Review Summary: Noise rock, but without the 'rock'.
In August 2017, I discontinued one project under which I had been releasing music. As a way of “mourning” the demise of this project, I compiled all the small samples and recordings I made but never quite used into a track. It was a way of flushing out all these unused noises. I released it and called it ‘sound dump’. None of the sounds in the track were ever meant to mesh together harmoniously. I knew that I could never do something like that and call it a real song. No respectable artist can just place noises together randomly and release it under the disguise of a serious album, right?
Psychic Drift, the new album from a very noisy rock group called White Suns, sounds like it did that word-for-word. It is their fourth album, and their last two releases have been widely critically acclaimed, so fans know White Suns is very capable of composing some solid noise rock. For this release, though, they seem to have misplaced the ‘rock’ element. Every minute of this album is made of chopped up samples, tense feedback, extremely distorted growling drones, and haphazardly delivered vocal performances. There are no longer any pummeling drums or wailing guitars. If there are, they’ve been buried so deep into the mix that they’re indiscernible from other sounds. It is noise in the simplest sense of the word.
The way ‘Korea’ begins is a perfect demonstration of how randomly generated this album feels. The first impression
Psychic Drift gives you is a mess of discordant keyboard noises. It fades into electronic shrieks, which in turn gives way to a sloppy rhythm based on hissing tones and decaying bass hits. It’s as if each song could be divided into three or four segments, and each segment has no sounds in common with the one before or after it. Every few minutes, there is a new idea that obliterates its whole section. This makes the whole album sound disappointing and incohesive. Occasionally, a few lines of dystopian lyrics sliver through the cracks and say something irrelevant. Not only does the vocalist’s voice lack a certain harshness and maturity to make it appealing, but every time he speaks up, he doesn’t make sense. He only says a few words at a time, and those short phrases are seldom connected to each other.
For a bit under 40 minutes, White Suns try to fulfill every cliché that a noise album has. The lyrics are somewhat dark, everything is actively conflicted and lathered in several coats of distortion. There’s even a section of the song A Year Without Summer where the vocalist tries to sing over a jumbling rhythm. It doesn’t feel correct, like it’s not supposed to be there. There are some intriguing vocal manipulations around that time, but there is no merit in
Psychic Drift to make it stand out as a good noise album. It’s
bad noise, and with no apparent substance left in them, I’m worried as to where White Suns try to go from here.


TASK REQUIREMENTS = Your answer must be every line of the data below that holds the string "text", copied exactly.

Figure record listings

________________

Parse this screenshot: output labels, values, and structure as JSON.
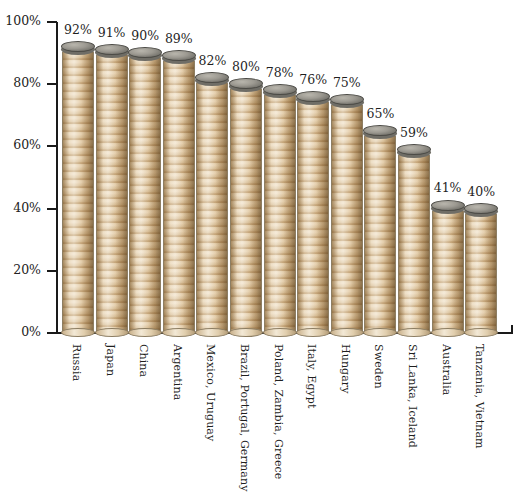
{
  "chart_data": {
    "type": "bar",
    "title": "",
    "subtitle": "",
    "xlabel": "",
    "ylabel": "",
    "ylim": [
      0,
      100
    ],
    "y_tick_labels": [
      "0%",
      "20%",
      "40%",
      "60%",
      "80%",
      "100%"
    ],
    "y_ticks": [
      0,
      20,
      40,
      60,
      80,
      100
    ],
    "grid": false,
    "legend": false,
    "value_suffix": "%",
    "categories": [
      "Russia",
      "Japan",
      "China",
      "Argentina",
      "Mexico, Uruguay",
      "Brazil, Portugal, Germany",
      "Poland, Zambia, Greece",
      "Italy, Egypt",
      "Hungary",
      "Sweden",
      "Sri Lanka, Iceland",
      "Australia",
      "Tanzania, Vietnam"
    ],
    "values": [
      92,
      91,
      90,
      89,
      82,
      80,
      78,
      76,
      75,
      65,
      59,
      41,
      40
    ],
    "value_labels": [
      "92%",
      "91%",
      "90%",
      "89%",
      "82%",
      "80%",
      "78%",
      "76%",
      "75%",
      "65%",
      "59%",
      "41%",
      "40%"
    ],
    "bar_style": "stacked-coins",
    "colors": {
      "coin_body": "#eddfc8",
      "coin_edge": "#8d7e63",
      "coin_top": "#8a8880",
      "axis": "#1a1a1a",
      "text": "#1f1f1f",
      "background": "#ffffff"
    }
  }
}
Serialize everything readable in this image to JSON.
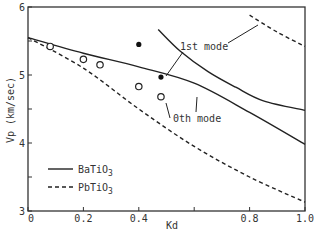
{
  "chart_data": {
    "type": "line",
    "title": "",
    "xlabel": "Kd",
    "ylabel": "Vp (km/sec)",
    "xlim": [
      0,
      1.0
    ],
    "ylim": [
      3,
      6
    ],
    "x_ticks": [
      0,
      0.2,
      0.4,
      0.6,
      0.8,
      1.0
    ],
    "x_tick_labels": [
      "0",
      "0.2",
      "0.4",
      "",
      "0.8",
      "1.0"
    ],
    "y_ticks": [
      3,
      3.5,
      4,
      4.5,
      5,
      5.5,
      6
    ],
    "y_tick_labels": [
      "3",
      "",
      "4",
      "",
      "5",
      "",
      "6"
    ],
    "grid": false,
    "legend_position": "bottom-left",
    "legend": [
      {
        "name": "BaTiO3",
        "base": "BaTiO",
        "sub": "3",
        "style": "solid"
      },
      {
        "name": "PbTiO3",
        "base": "PbTiO",
        "sub": "3",
        "style": "dashed"
      }
    ],
    "series": [
      {
        "name": "BaTiO3 0th mode",
        "style": "solid",
        "x": [
          0,
          0.2,
          0.4,
          0.6,
          0.8,
          1.0
        ],
        "y": [
          5.55,
          5.32,
          5.12,
          4.88,
          4.45,
          3.98
        ]
      },
      {
        "name": "BaTiO3 1st mode",
        "style": "solid",
        "x": [
          0.47,
          0.55,
          0.65,
          0.75,
          0.85,
          1.0
        ],
        "y": [
          5.67,
          5.35,
          5.05,
          4.82,
          4.62,
          4.48
        ]
      },
      {
        "name": "PbTiO3 0th mode",
        "style": "dashed",
        "x": [
          0,
          0.2,
          0.4,
          0.6,
          0.8,
          1.0
        ],
        "y": [
          5.55,
          5.1,
          4.5,
          3.95,
          3.5,
          3.13
        ]
      },
      {
        "name": "PbTiO3 1st mode",
        "style": "dashed",
        "x": [
          0.8,
          0.9,
          1.0
        ],
        "y": [
          5.88,
          5.63,
          5.42
        ]
      }
    ],
    "measured_open": {
      "name": "measured (0th mode)",
      "x": [
        0.08,
        0.2,
        0.26,
        0.4,
        0.48
      ],
      "y": [
        5.42,
        5.23,
        5.15,
        4.83,
        4.68
      ]
    },
    "measured_filled": {
      "name": "measured (1st mode)",
      "x": [
        0.4,
        0.48
      ],
      "y": [
        5.45,
        4.97
      ]
    },
    "annotations": [
      {
        "text": "1st mode",
        "x": 0.6,
        "y": 5.28
      },
      {
        "text": "0th mode",
        "x": 0.5,
        "y": 4.45
      }
    ]
  }
}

________________

ANSWER TO THE EXERCISE =
      "text": "#1f1f1f",
        "text": "1st mode",
        "text": "0th mode",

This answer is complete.